The absence of both Garcia and Payne led to the unusual sight of sophomore Treyton Thompson, the anything-but-muscular 7-footer, assuming an ironman role to help battle against the Hoosiers' Trayce Jackson-Davis, perhaps the best inside player in the country.

And yet there it was, one of those moments of late hope for coach Ben Johnson's underdogs: A 57-56 lead, a missed layup by Indiana, and Thompson taking down the rebound with 1:18 remaining.

The loyalists that half-filled Williams Arena were extremely loud at this moment.

The Hoosiers committed a foul on the offensive end and they were not yet in penalty. The ball was inbounded, wound up with Thompson behind the three-point line and 20 seconds (or so) on the shot clock.

He fired immediately. He missed. Indiana rebounded, The Hoosiers scored the remaining five points, avoiding an embarrassing defeat (61-57) to the Big Ten's one-win, last-place team.

Thompson's missed three was one of 11 consecutive missed field goals for the Gophers to finish the game. But a 7-footer throwing up a quick three-pointer, not taking a moment to check the coverage on Jamison Battle … well, the timing didn't seem optimal.

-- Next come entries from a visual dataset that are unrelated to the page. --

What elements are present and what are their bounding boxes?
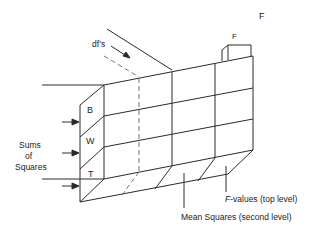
- f-block: [222, 45, 251, 61]
- f-small-label: F: [232, 33, 237, 41]
- row-label-t: T: [88, 170, 94, 179]
- row-label-w: W: [86, 137, 95, 146]
- mean-squares-label: Mean Squares (second level): [181, 213, 292, 222]
- front-top-edge: [104, 56, 253, 85]
- side-divider-1: [80, 116, 104, 137]
- f-values-rest: -values (top level): [230, 194, 297, 204]
- front-bottom-edge: [104, 150, 253, 179]
- arrowhead-w: [72, 150, 79, 156]
- f-values-label: F-values (top level): [225, 195, 297, 204]
- bottom-diag-2: [198, 158, 215, 181]
- dfs-dashed-line: [104, 56, 139, 77]
- arrowhead-t: [72, 183, 79, 189]
- arrowhead-b: [72, 119, 79, 125]
- row-divider-1: [104, 88, 253, 116]
- sums-label-line3: Squares: [15, 163, 47, 172]
- dfs-arrowhead: [123, 52, 130, 58]
- dfs-label: df’s: [92, 40, 105, 49]
- bottom-back-edge: [80, 174, 228, 202]
- side-divider-2: [80, 147, 104, 169]
- sums-label-line1: Sums: [19, 141, 41, 150]
- f-top-label: F: [259, 12, 265, 21]
- row-label-b: B: [87, 106, 93, 115]
- bottom-right-edge: [228, 150, 253, 174]
- row-divider-2: [104, 119, 253, 147]
- sums-label-line2: of: [25, 152, 32, 161]
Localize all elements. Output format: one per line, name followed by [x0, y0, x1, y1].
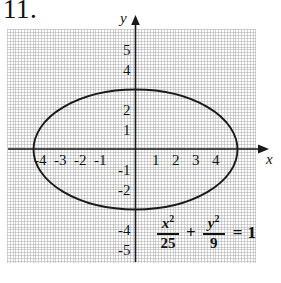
y-axis-label: y	[120, 11, 127, 26]
fraction-denominator-25: 25	[161, 235, 176, 252]
fraction-denominator-9: 9	[210, 235, 218, 252]
x-tick-label-4: 4	[212, 153, 220, 168]
x-tick-label--2: -2	[74, 153, 87, 168]
exponent-2: 2	[215, 213, 220, 224]
fraction-numerator-y: y2	[206, 214, 222, 233]
y-tick-label--4: -4	[118, 223, 131, 238]
figure-root: 11. -4 -3 -2 -1 1 2 3 4 5 4 2 1 -1 -2 -4…	[0, 0, 281, 283]
x-tick-label--4: -4	[34, 153, 47, 168]
y-tick-label-2: 2	[123, 103, 131, 118]
y-tick-label--1: -1	[118, 163, 131, 178]
x-axis	[8, 144, 269, 153]
equation-right-side: 1	[247, 223, 256, 243]
x-tick-label-3: 3	[192, 153, 200, 168]
equals-sign: =	[233, 223, 243, 243]
x-tick-label--3: -3	[54, 153, 67, 168]
x-tick-label-2: 2	[172, 153, 180, 168]
y-tick-label-4: 4	[123, 63, 131, 78]
x-tick-label--1: -1	[94, 153, 107, 168]
ellipse-equation: x2 25 + y2 9 = 1	[156, 214, 256, 252]
plus-operator: +	[186, 223, 196, 243]
fraction-numerator-x: x2	[160, 214, 177, 233]
x-axis-label: x	[266, 152, 273, 167]
fraction-x-squared-over-25: x2 25	[157, 214, 179, 252]
x-tick-label-1: 1	[152, 153, 160, 168]
y-tick-label-5: 5	[123, 43, 131, 58]
y-axis	[131, 15, 140, 262]
exponent-2: 2	[169, 213, 174, 224]
fraction-y-squared-over-9: y2 9	[203, 214, 225, 252]
y-tick-label-1: 1	[123, 123, 131, 138]
y-tick-label--5: -5	[118, 243, 131, 258]
y-tick-label--2: -2	[118, 183, 131, 198]
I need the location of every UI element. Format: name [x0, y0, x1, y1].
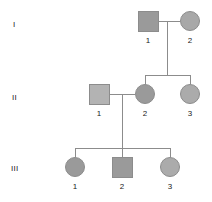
sibship-bar: [145, 75, 191, 76]
individual-ii-2-female[interactable]: [135, 84, 155, 104]
mating-line: [158, 21, 180, 22]
individual-index-ii-1: 1: [89, 110, 109, 118]
individual-index-ii-2: 2: [135, 110, 155, 118]
generation-label-i: I: [13, 21, 16, 29]
descent-line: [122, 94, 123, 148]
pedigree-chart: 12123123 IIIIII: [0, 0, 212, 202]
sib-drop: [190, 75, 191, 84]
individual-ii-1-male[interactable]: [89, 84, 110, 105]
sibship-bar: [75, 148, 171, 149]
sib-drop: [170, 148, 171, 157]
individual-index-iii-2: 2: [112, 183, 132, 191]
individual-index-i-2: 2: [180, 37, 200, 45]
individual-index-iii-3: 3: [160, 183, 180, 191]
sib-drop: [75, 148, 76, 157]
individual-iii-3-female[interactable]: [160, 157, 180, 177]
sib-drop: [145, 75, 146, 84]
individual-index-iii-1: 1: [65, 183, 85, 191]
individual-iii-2-male[interactable]: [112, 157, 133, 178]
individual-ii-3-female[interactable]: [180, 84, 200, 104]
individual-i-2-female[interactable]: [180, 11, 200, 31]
individual-i-1-male[interactable]: [138, 11, 159, 32]
individual-index-i-1: 1: [138, 37, 158, 45]
generation-label-ii: II: [12, 94, 17, 102]
individual-index-ii-3: 3: [180, 110, 200, 118]
generation-label-iii: III: [11, 165, 19, 173]
descent-line: [167, 21, 168, 75]
individual-iii-1-female[interactable]: [65, 157, 85, 177]
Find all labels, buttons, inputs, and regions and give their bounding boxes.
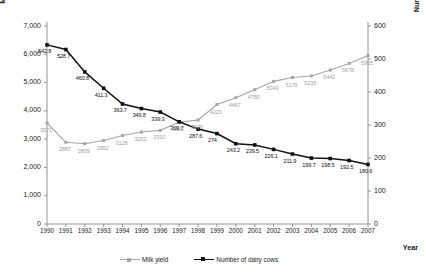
data-point-label: 243.2 — [227, 147, 240, 153]
data-point-marker — [215, 132, 219, 136]
data-point-marker — [291, 152, 295, 156]
data-point-marker — [367, 54, 370, 57]
legend-marker-icon-dairy-cows — [201, 257, 205, 261]
data-point-label: 192.5 — [340, 164, 353, 170]
data-point-label: 460.8 — [76, 75, 89, 81]
data-point-marker — [46, 121, 49, 124]
legend-label-milk-yield: Milk yield — [142, 256, 168, 263]
data-point-marker — [234, 142, 238, 146]
data-point-marker — [291, 76, 294, 79]
data-point-marker — [83, 70, 87, 74]
data-point-label: 5235 — [304, 80, 316, 86]
data-point-label: 3676 — [191, 124, 203, 130]
data-point-label: 528.7 — [57, 53, 70, 59]
data-point-marker — [253, 88, 256, 91]
data-point-label: 198.5 — [321, 162, 334, 168]
series-line-dairy-cows — [47, 45, 368, 165]
data-point-label: 363.7 — [114, 107, 127, 113]
data-point-marker — [328, 157, 332, 161]
data-point-label: 4223 — [210, 109, 222, 115]
data-point-label: 5442 — [323, 74, 335, 80]
legend-item-milk-yield[interactable]: Milk yield — [120, 256, 168, 263]
data-point-label: 3128 — [116, 140, 128, 146]
data-point-marker — [253, 143, 257, 147]
data-point-marker — [177, 120, 181, 124]
data-point-label: 5043 — [267, 85, 279, 91]
data-point-label: 4467 — [229, 102, 241, 108]
data-point-label: 5179 — [285, 82, 297, 88]
data-point-label: 5678 — [342, 67, 354, 73]
data-point-label: 3252 — [134, 136, 146, 142]
data-point-label: 2839 — [78, 148, 90, 154]
data-point-marker — [102, 86, 106, 90]
data-point-marker — [121, 134, 124, 137]
data-point-marker — [272, 80, 275, 83]
data-point-marker — [347, 159, 351, 163]
chart-legend: Milk yield Number of dairy cows — [120, 256, 278, 263]
data-point-marker — [140, 131, 143, 134]
data-point-marker — [329, 69, 332, 72]
legend-item-dairy-cows[interactable]: Number of dairy cows — [194, 256, 278, 263]
data-point-marker — [45, 43, 49, 47]
data-point-marker — [158, 110, 162, 114]
data-point-marker — [140, 107, 144, 111]
data-point-label: 274 — [208, 137, 217, 143]
data-point-marker — [64, 141, 67, 144]
data-point-marker — [310, 156, 314, 160]
data-point-marker — [102, 139, 105, 142]
data-point-label: 2887 — [59, 146, 71, 152]
data-point-marker — [159, 129, 162, 132]
data-point-label: 3310 — [153, 134, 165, 140]
data-point-label: 239.5 — [246, 148, 259, 154]
legend-line-icon-milk-yield — [120, 259, 140, 260]
data-point-label: 4750 — [248, 94, 260, 100]
data-point-marker — [272, 148, 276, 152]
legend-line-icon-dairy-cows — [194, 259, 214, 260]
data-point-label: 211.9 — [283, 158, 296, 164]
data-point-label: 542.8 — [38, 48, 51, 54]
data-point-marker — [197, 119, 200, 122]
data-point-marker — [348, 62, 351, 65]
data-point-label: 180.6 — [359, 168, 372, 174]
chart-container: Milk (kg milk/milking cow/year) Number o… — [0, 0, 426, 280]
data-point-label: 199.7 — [302, 162, 315, 168]
data-point-label: 411.3 — [95, 92, 108, 98]
data-point-label: 349.8 — [132, 112, 145, 118]
data-point-label: 5955 — [361, 60, 373, 66]
data-point-marker — [64, 48, 68, 52]
series-line-milk-yield — [47, 56, 368, 144]
data-point-marker — [234, 96, 237, 99]
data-point-label: 309.7 — [170, 125, 183, 131]
data-point-label: 226.1 — [265, 153, 278, 159]
data-point-marker — [83, 142, 86, 145]
data-point-marker — [215, 103, 218, 106]
legend-marker-icon-milk-yield — [127, 258, 131, 262]
data-point-label: 287.6 — [189, 133, 202, 139]
legend-label-dairy-cows: Number of dairy cows — [216, 256, 278, 263]
data-point-marker — [310, 74, 313, 77]
data-point-label: 339.3 — [151, 116, 164, 122]
data-point-marker — [366, 163, 370, 167]
data-point-marker — [121, 102, 125, 106]
data-point-label: 3571 — [40, 127, 52, 133]
data-point-label: 2952 — [97, 145, 109, 151]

What struck me was Johnson's reaction on the sideline. A look that said, "Well … shucks."

Which caused me to ask Johnson on Friday afternoon, before his Gophers headed for Northwestern, this question:

"How did you not flip out when Thompson fired that three-pointer with that much time on the shot clock?"

Johnson's response:

"I might have, if I hadn't seen that young man in Williams Arena at 6 a.m. for the past two years and make that shot 500 times. In a perfect world, you might want to make a couple of passes, but no one was going to be more wide open.

"Trey's teammates know he can make that shot, and if he does, that's probably ballgame for us."

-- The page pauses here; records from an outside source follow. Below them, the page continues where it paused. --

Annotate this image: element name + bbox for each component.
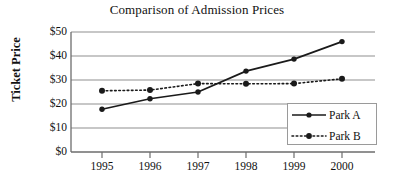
- data-point: [243, 68, 248, 73]
- chart-legend: Park A Park B: [287, 103, 377, 145]
- legend-swatch-park-b: [291, 129, 327, 143]
- data-point: [339, 76, 345, 82]
- x-tick-label: 1995: [78, 160, 126, 172]
- x-tick-label: 1997: [174, 160, 222, 172]
- chart-container: Comparison of Admission Prices Ticket Pr…: [0, 0, 394, 188]
- x-tick-label: 1999: [270, 160, 318, 172]
- data-point: [291, 56, 296, 61]
- data-point: [147, 96, 152, 101]
- data-point: [99, 88, 105, 94]
- data-point: [339, 39, 344, 44]
- x-tick-label: 1996: [126, 160, 174, 172]
- x-axis-ticks: [102, 152, 342, 158]
- legend-label-park-a: Park A: [329, 109, 361, 121]
- data-point: [195, 81, 201, 87]
- legend-item-park-b: Park B: [288, 125, 378, 146]
- legend-label-park-b: Park B: [329, 130, 361, 142]
- series-park-a: [99, 39, 344, 112]
- series-park-b: [99, 76, 345, 94]
- data-point: [243, 81, 249, 87]
- data-point: [195, 89, 200, 94]
- data-point: [99, 107, 104, 112]
- data-point: [147, 87, 153, 93]
- x-tick-label: 2000: [318, 160, 366, 172]
- legend-swatch-park-a: [291, 108, 327, 122]
- data-point: [291, 81, 297, 87]
- x-tick-label: 1998: [222, 160, 270, 172]
- legend-item-park-a: Park A: [288, 104, 378, 125]
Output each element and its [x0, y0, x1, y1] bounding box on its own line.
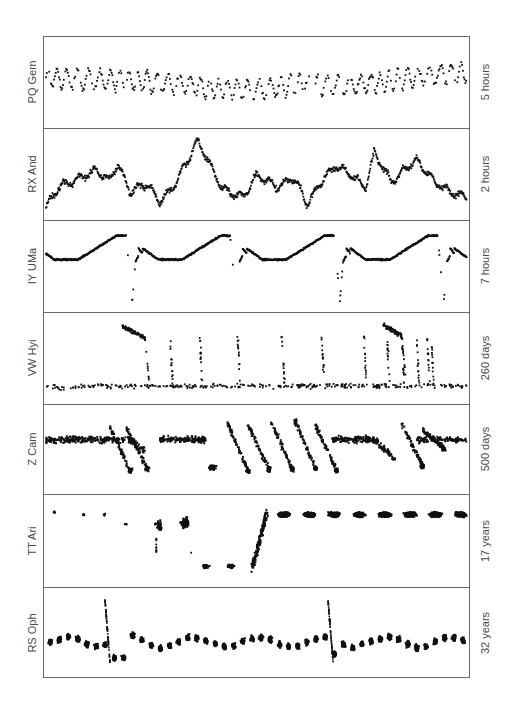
- light-curve-pq-gem: [43, 36, 470, 128]
- star-name-label-vw-hyi: VW Hyi: [26, 340, 38, 377]
- light-curve-rx-and: [43, 128, 470, 220]
- star-name-label-z-cam: Z Cam: [26, 433, 38, 466]
- timespan-label-tt-ari: 17 years: [479, 519, 491, 561]
- timespan-label-rx-and: 2 hours: [479, 156, 491, 193]
- light-curve-z-cam: [43, 404, 470, 494]
- light-curve-tt-ari: [43, 494, 470, 587]
- light-curve-vw-hyi: [43, 312, 470, 404]
- light-curve-iy-uma: [43, 220, 470, 312]
- timespan-label-rs-oph: 32 years: [479, 611, 491, 653]
- star-name-label-rx-and: RX And: [26, 155, 38, 192]
- star-name-label-rs-oph: RS Oph: [26, 613, 38, 652]
- light-curves-figure: PQ Gem5 hoursRX And2 hoursIY UMa7 hoursV…: [0, 0, 515, 713]
- timespan-label-vw-hyi: 260 days: [479, 336, 491, 381]
- timespan-label-z-cam: 500 days: [479, 427, 491, 472]
- light-curve-rs-oph: [43, 587, 470, 678]
- timespan-label-pq-gem: 5 hours: [479, 64, 491, 101]
- star-name-label-tt-ari: TT Ari: [26, 526, 38, 555]
- star-name-label-pq-gem: PQ Gem: [26, 61, 38, 104]
- star-name-label-iy-uma: IY UMa: [26, 248, 38, 284]
- timespan-label-iy-uma: 7 hours: [479, 248, 491, 285]
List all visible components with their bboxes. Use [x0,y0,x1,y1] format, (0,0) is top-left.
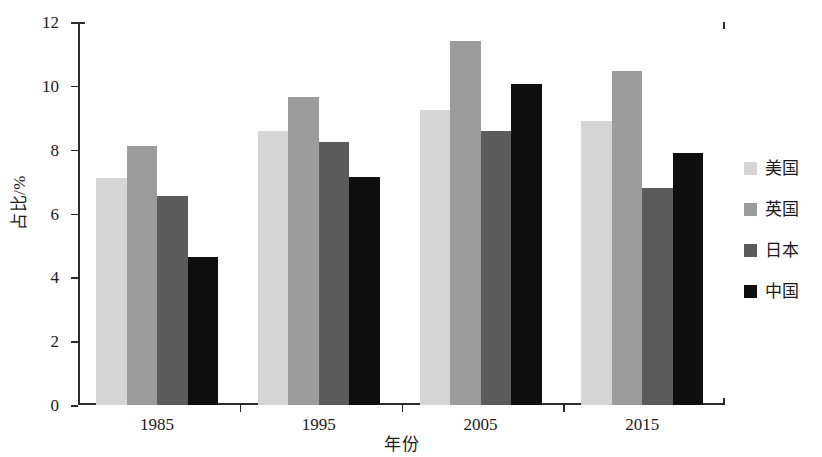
legend-swatch-icon [744,244,757,257]
y-axis-title: 占比/% [2,0,32,405]
legend-swatch-icon [744,285,757,298]
y-axis-tick: 12 [71,22,78,24]
bar [642,188,673,405]
legend-item-label: 中国 [765,283,799,300]
bar [288,97,319,405]
frame-cap-bottom-right [723,398,725,405]
legend-item[interactable]: 日本 [744,230,820,271]
bar [511,84,542,405]
bar [349,177,380,405]
bar [188,257,219,405]
x-axis-tick [240,405,242,412]
legend-item[interactable]: 英国 [744,189,820,230]
x-axis-tick [563,405,565,412]
bar [481,131,512,405]
frame-cap-top-left [78,22,85,24]
bar [157,196,188,405]
bar [673,153,704,405]
legend-swatch-icon [744,162,757,175]
y-axis-tick: 4 [71,277,78,279]
y-axis-tick: 8 [71,150,78,152]
bar [420,110,451,405]
y-axis-tick: 0 [71,405,78,407]
y-axis-tick-label: 6 [51,205,60,222]
y-axis-tick: 10 [71,86,78,88]
y-axis-tick: 6 [71,214,78,216]
legend-item-label: 美国 [765,160,799,177]
bar [319,142,350,405]
bar [127,146,158,405]
x-axis-title: 年份 [78,430,725,455]
bar [612,71,643,405]
y-axis-tick-label: 12 [42,14,59,31]
legend-item-label: 英国 [765,201,799,218]
legend-item[interactable]: 中国 [744,271,820,312]
bar [581,121,612,405]
y-axis-tick: 2 [71,341,78,343]
legend-item[interactable]: 美国 [744,148,820,189]
bar [258,131,289,405]
plot-area: 024681012 1985199520052015 [78,22,725,405]
bar [450,41,481,405]
y-axis-tick-label: 4 [51,269,60,286]
legend-item-label: 日本 [765,242,799,259]
y-axis-tick-label: 8 [51,141,60,158]
bar-chart: 占比/% 024681012 1985199520052015 年份 美国英国日… [0,0,822,457]
frame-cap-top-right [723,22,725,29]
y-axis-tick-label: 10 [42,77,59,94]
legend-swatch-icon [744,203,757,216]
bar [96,178,127,405]
y-axis-tick-label: 2 [51,333,60,350]
legend: 美国英国日本中国 [744,148,820,312]
y-axis-line [78,22,80,405]
y-axis-tick-label: 0 [51,397,60,414]
y-axis-title-label: 占比/% [5,175,30,230]
x-axis-tick [402,405,404,412]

The painful missed opportunity at midweek was followed by Saturday's 81-61 blowout loss at Northwestern. The game tipped at 11 a.m. and it was over about 15 minutes later in actual time.

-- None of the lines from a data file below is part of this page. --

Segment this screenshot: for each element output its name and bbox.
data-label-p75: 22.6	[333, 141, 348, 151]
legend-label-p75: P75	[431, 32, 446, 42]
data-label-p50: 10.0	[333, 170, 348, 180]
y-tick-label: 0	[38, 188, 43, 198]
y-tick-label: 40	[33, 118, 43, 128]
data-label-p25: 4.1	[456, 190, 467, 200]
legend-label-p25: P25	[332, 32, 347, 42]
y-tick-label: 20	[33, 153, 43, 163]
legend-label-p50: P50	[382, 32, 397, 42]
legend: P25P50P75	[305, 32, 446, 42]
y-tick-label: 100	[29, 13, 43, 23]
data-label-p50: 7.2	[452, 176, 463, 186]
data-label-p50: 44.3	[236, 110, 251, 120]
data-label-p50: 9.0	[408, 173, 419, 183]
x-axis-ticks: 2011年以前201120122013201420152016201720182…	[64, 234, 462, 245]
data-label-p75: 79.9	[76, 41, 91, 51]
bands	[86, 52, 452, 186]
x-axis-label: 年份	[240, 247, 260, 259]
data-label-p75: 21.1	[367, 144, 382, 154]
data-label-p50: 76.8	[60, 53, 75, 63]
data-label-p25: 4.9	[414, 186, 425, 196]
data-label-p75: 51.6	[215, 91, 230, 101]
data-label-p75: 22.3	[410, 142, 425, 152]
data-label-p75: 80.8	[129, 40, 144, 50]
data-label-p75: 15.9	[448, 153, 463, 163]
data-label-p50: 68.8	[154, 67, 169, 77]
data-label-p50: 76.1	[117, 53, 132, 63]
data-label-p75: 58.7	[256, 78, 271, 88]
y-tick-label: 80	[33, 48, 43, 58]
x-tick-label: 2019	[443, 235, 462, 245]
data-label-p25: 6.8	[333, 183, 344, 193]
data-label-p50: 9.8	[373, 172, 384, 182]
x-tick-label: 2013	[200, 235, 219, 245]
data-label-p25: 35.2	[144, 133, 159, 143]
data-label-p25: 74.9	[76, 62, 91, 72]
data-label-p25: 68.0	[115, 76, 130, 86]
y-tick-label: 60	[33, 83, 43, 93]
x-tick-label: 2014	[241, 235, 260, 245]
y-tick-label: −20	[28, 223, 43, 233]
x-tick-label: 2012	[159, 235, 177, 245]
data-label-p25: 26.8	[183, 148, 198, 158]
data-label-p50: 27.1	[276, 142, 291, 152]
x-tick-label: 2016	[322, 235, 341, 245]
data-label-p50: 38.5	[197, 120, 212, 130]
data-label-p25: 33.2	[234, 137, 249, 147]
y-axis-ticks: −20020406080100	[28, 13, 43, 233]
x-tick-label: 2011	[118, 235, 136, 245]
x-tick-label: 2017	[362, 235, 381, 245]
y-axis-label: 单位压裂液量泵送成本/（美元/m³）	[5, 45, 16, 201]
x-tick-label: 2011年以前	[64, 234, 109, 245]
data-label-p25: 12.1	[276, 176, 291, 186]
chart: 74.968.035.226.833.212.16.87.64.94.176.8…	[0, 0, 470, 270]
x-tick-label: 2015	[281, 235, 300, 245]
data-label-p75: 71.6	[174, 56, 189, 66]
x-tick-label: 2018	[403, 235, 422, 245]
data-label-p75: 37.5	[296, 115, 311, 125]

This is an uncommonly good and experienced collection of Wildcats, and the Gophers are where they belong in the conference:

Last at 1-9, and now 5-25 in Johnson's two Big Ten regular seasons.

Yet I continue to admire Johnson's lack of antics, lack of ref-baiting, lack of self-pity, for this reason:

He's up against it more than any coach in Gophers modern history, even Clem Haskins when he took over with a grievously depleted roster in 1986.

Johnson's inheritance was worse than that in 2021: Eric Curry, talked out of becoming a grad assistant to be the starting center, basically was it.

Everyone scattered in the transfer portal, including Marcus Carr, somehow still playing at Texas, and Jamal Mashburn Jr., who followed Richard Pitino to New Mexico.

The Lobos are 19-3 due to Mashburn and three other excellent transfers, and Richard's a hero in Albuquerque. The act's the same, though; most recently trying to charge the officials when they made the right call against his team in an two-overtime loss at Nevada.

He is in the Mountain West, and in a place where Lobos basketball can be king. The challenge isn't close to one that Pitino failed in Minnesota — not close to the sunken ship left for Johnson.

"When talking with [athletic director] Mark Coyle, I said, 'Judge me in Year 4,' " Johnson said. "We had to put together a roster as best we could last season, but I also said, 'We will have to do a reset in Year 2; with our recruits,' and this is it.

"The goal is to build something sustainable, a team that can be a factor in the Big Ten annually — or close to annually. We haven't had that here for a long time."

The league will be 16 deep and tougher with Southern California and UCLA by then. And if Johnson can show signs of sustainability by Year 4, it will be up to Ben and his coaching staff, because the outside help appears to be almost nonexistent.

Johnson didn't bring this up, but it came from a media source and was confirmed elsewhere:

The NIL (Name, Image and Likeness) funding for Gophers men's basketball stands at $0.00. Pitino's better off in Lobo Land, I'm guessing.